Annotated Bibliography 2

The Editorial Board. “The Architecture of Segregation.” The New York Times. The New York Times, 05 Sept. 2015. Web. 05 Feb. 2016. 
This article written in The New York Times gives the reader a perspective on the Department of Housing and Urban Development and the Fair Housing Act of 1968. Its main emphasis focus’s on how poor and low income families are trapped in a vicious cycle. They grow up in bad neighborhoods with mediocre healthcare and school systems. Proper schooling is essential for the ability to obtain a decent job which then in turn gives the ability to move up in economic classes and out of poor neighborhoods. The Department of Housing and Urban Development subsidizes homes for lower income families purposely in low income undesirable parts of towns with no jobs. This current system traps those who are poor with the inability to ever get out.

Annotated Bibliography 1

 

Daskalova, Diliana, and Aleksandar D. Slaev. “Diversity In The Suburbs: Socio-Spatial Segregation And Mix In Post-Socialist Sofia.” Habitat International 50.(2015): 42-50. ScienceDirect. Web. 4 Feb. 2016.

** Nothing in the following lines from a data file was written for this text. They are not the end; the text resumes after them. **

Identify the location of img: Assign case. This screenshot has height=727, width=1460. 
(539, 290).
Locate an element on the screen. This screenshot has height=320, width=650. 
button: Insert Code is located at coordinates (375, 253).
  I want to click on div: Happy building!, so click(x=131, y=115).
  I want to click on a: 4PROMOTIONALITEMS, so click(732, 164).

The academic journal examines the city of Sofia in Bulgaria. Daskalova discusses how the lower income residents are beginning to reside further into the city because of being closer to potential jobs. This same theory is prevalent in America also. The higher income citizens are now moving out away from the city as a result of the poor people coming in. Higher income people are taking over the now rural poor surroundings of the city forcing the poor out by raising property values. The article suggests that this trend will continue and an almost complete segregation of lower and higher income people may happen in Sofia if the suburbanization doesn’t end.